As I was on the bus on Tuesday, May 9th, I received an unpleasant text from my mother: my nine-year-old sister had lice, and I should go to the place where she was to get checked. I was already dreading the check, completely against the idea of sitting in a chair for three hours straight while my scalp got attacked. I pushed myself into a state of denial; my mother had always been terrified of lice since her own sister had chronic cases for years on end. Besides, I thought of myself as immune, since I’ve escaped close encounters many times before. I guess that was just a lesson to never feel too confident.
At around 4:45, I arrived at Licenders, the lice-killing store located in Midtown. I was greeted by my mother and screeching siblings, as well as a classmate of my sister and her nanny. It became clear I was in for a long day when my dad got his hair checked before me, despite arriving later, because the staff at Licenders knew I would take long and wanted to get my dad out to clear space. It turns out he was the only one in my family without lice, and every other boy who entered the room had the same luck. Us girls were not so fortunate.
Besides my sister, four other third-grade girls entered with lice, and one boy without, all bringing their whole families. Unluckily for us, my family were the only relatives of a third-grade student to catch the lice. I completely blamed my sister for it, of course, and it didn’t help that I had to hear her and her friends sing a “licey” rendition of the Ghostbusters theme song. “If there’s something crawling in your hair, and it gives you a scare, who you gonna call? Licenders!”
I overheard my mother conversing with the other parents, annoyed that Ethical didn’t bring back lice checks after Covid. It definitely wasn’t the first outbreak of lice, but it was the first after Ethical stopped giving biyearly checkups. My own grade had a skirmish with lice back in fourth grade, the week of the play when everyone was sharing microphones, but that got all cleared up quickly when the school brought lice professionals to comb through every student’s hair. They ended up doing the same thing the next day on Wednesday, a grade-wide check. While a bit late, they responded adequately to the situation and should continue to do lice checks on a normal schedule.

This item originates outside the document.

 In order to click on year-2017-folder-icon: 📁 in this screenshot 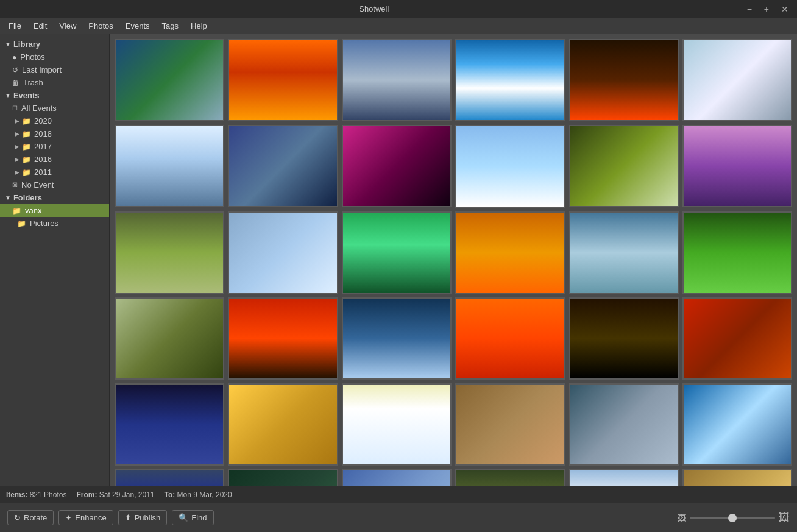, I will do `click(27, 147)`.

Despite continuing to wear buns and spray our hair with lice repellent, that seemed to be the end of it. Until May 17th, when my mother received a call from a journalist. She always picks up a call unless it is spam, and when she did pick up, a man asked her if her daughter went to Ethical Culture, if she would like to comment on the lice situation and if she had any quotes for his article. It felt quite “intrusive”, the questions he asked and the fact that a stranger had her phone number and knew where her daughter goes to school.
On May 20th, the New York Post reported on the outbreak. It turned out that four or five mothers of third-grade students were contacted by the Post, not all of whom had children with lice. None of them knew who gave their information to the journalist. My mother didn’t believe that it would be the staff at Licenders because they would lose business, so she assumed it must have been another parent. The whole thing just felt uneasy. It must have spooked others too, because I asked ten other parents to comment, all of whom declined.
The coverage of the lice outbreak provided more discomfort than the outbreak itself. As a school, Ethical Culture messed up. They made a mistake. They should have continued lice checks immediately after they went fully in-person. But to me, the lice outbreak doesn’t feel newsworthy. This newspaper would have likely not reported on it if the Post didn’t first. Now that the outbreak was written about publicly, it makes people uncomfortable to comment on it. Parents have the right to complain, but now they feel like they could be betraying the community, trying to humiliate it. The problem of lice has been fixed, but parents will now feel uneasy around each other, wondering who gave their information away and if they have to worry about their privacy any time something goes wrong.